Abstract

RFLP variation revealed by protein disulfide isomerase (PDI) coding gene sequences was assessed in 170 accessions belonging to 23 species of Triticum and Aegilops. PDI restriction fragments were highly conserved within each species and confirmed that plant PDI is encoded either by single-copy sequences or by small gene families. The wheat PDI probe hybridized to single EcoRI or HindIII fragments in different diploid species and to one or two fragments per genome in polyploids. Four Aegilops species in the Sitopsis section showed complex patterns and high levels of intraspecific variation, whereas Ae. searsii possessed single monomorphic fragments.
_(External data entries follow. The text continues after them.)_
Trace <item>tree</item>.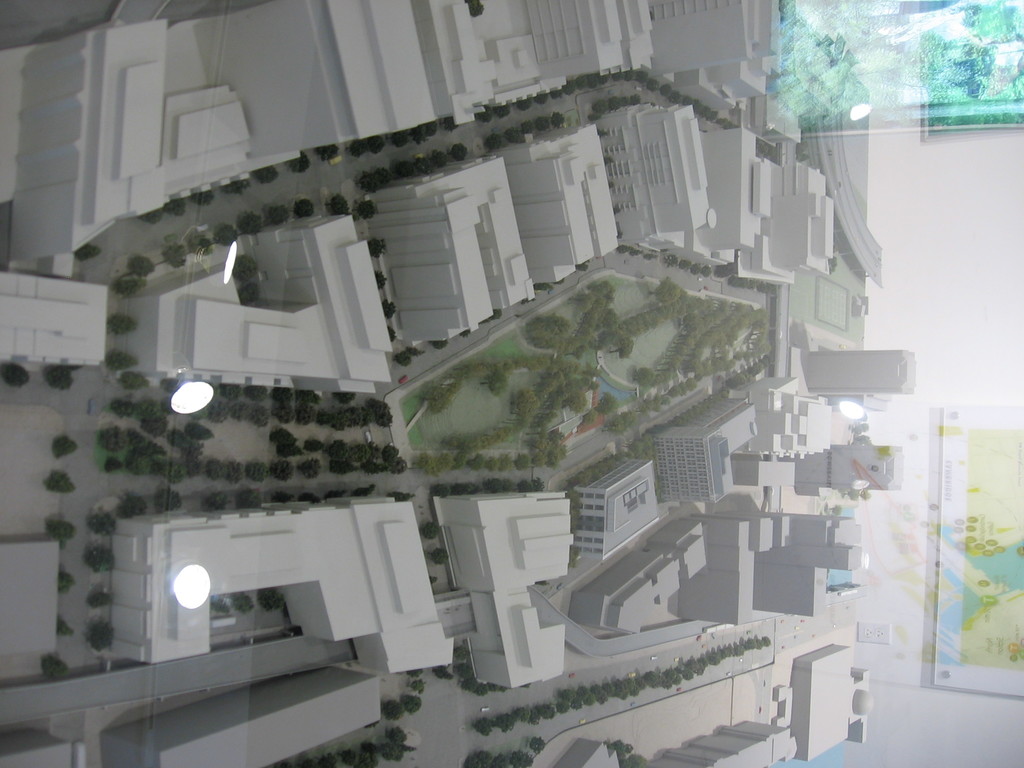
Traced to {"left": 351, "top": 199, "right": 380, "bottom": 221}.
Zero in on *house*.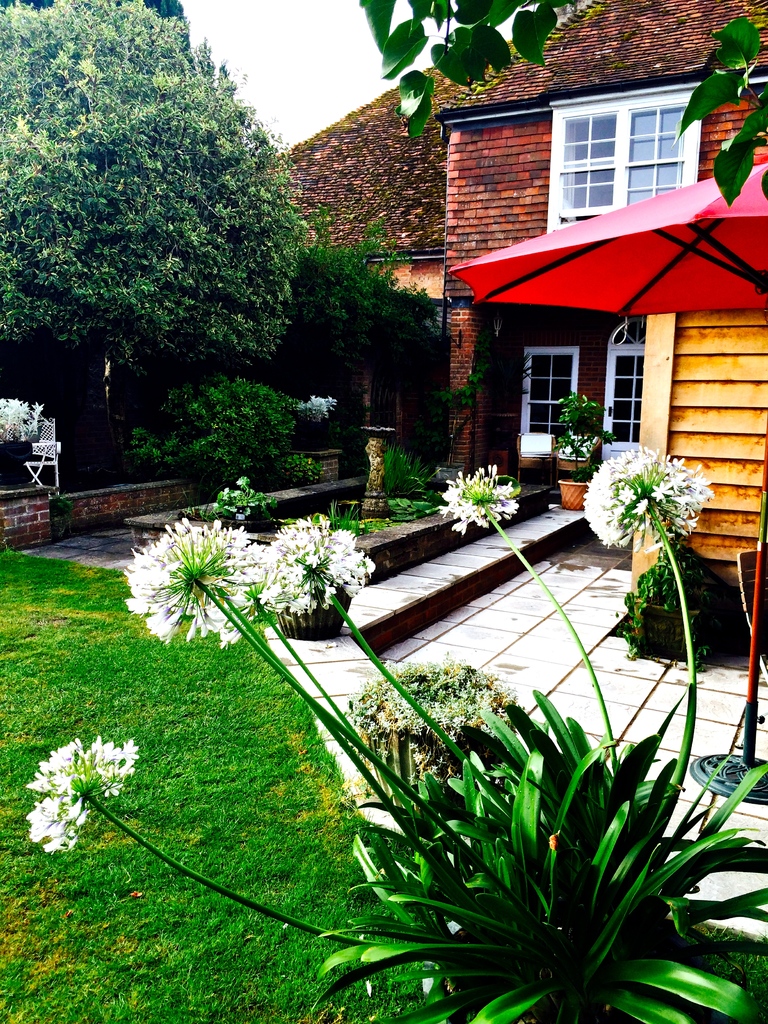
Zeroed in: locate(278, 0, 767, 617).
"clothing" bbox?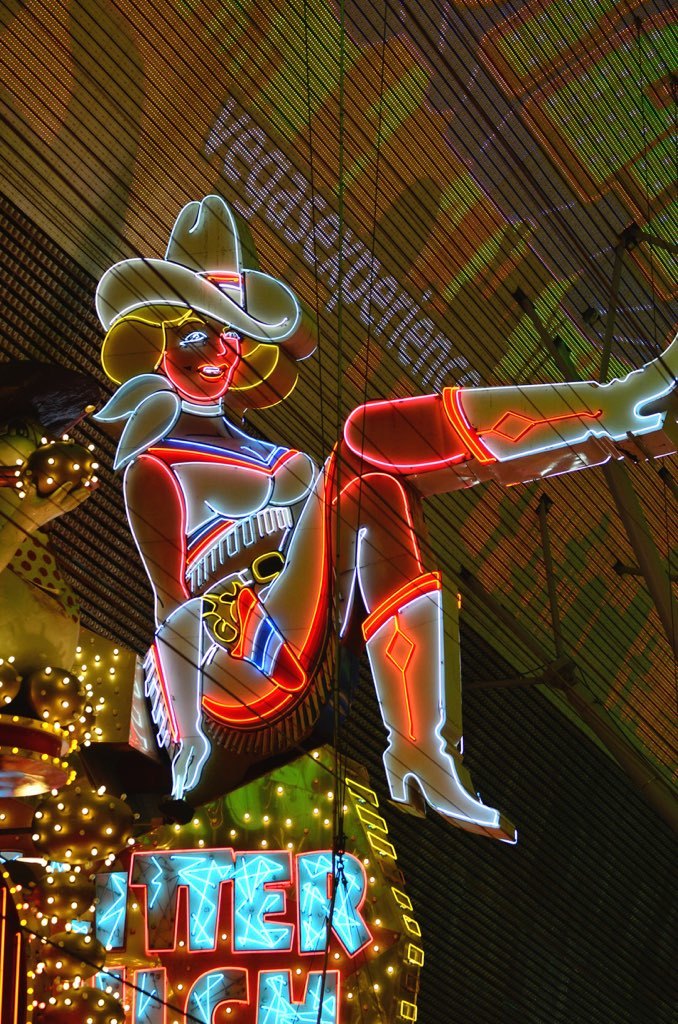
detection(143, 436, 303, 725)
T. urartu and Ae. squarrosa showed fragments with the same mobility as those in the A and D genomes of Triticum polyploid species, respectively, whereas differences were observed between the hybridization patterns of T. monococcum and T. boeoticum and that of the A genome. The single fragment detected in Ae. squarrosa was also conserved in most accessions of polyploid Aegilops species carrying the D genome. The five species of the Sitopsis section showed variation for the PDI hybridization fragments and differed from those of the B and G genomes of emmer and timopheevi groups of wheat, although one of the Ae. speltoides EcoRI fragments was similar to those located on the 4B and 4G chromosomes. The similarity between the EcoRI fragment located on the 1B chromosome of common and emmer wheats and one with a lower hybridization intensity in Ae. longissima, Ae. bicornis and Ae. sharonensis support the hypothesis of a polyphyletic origin of the B genome.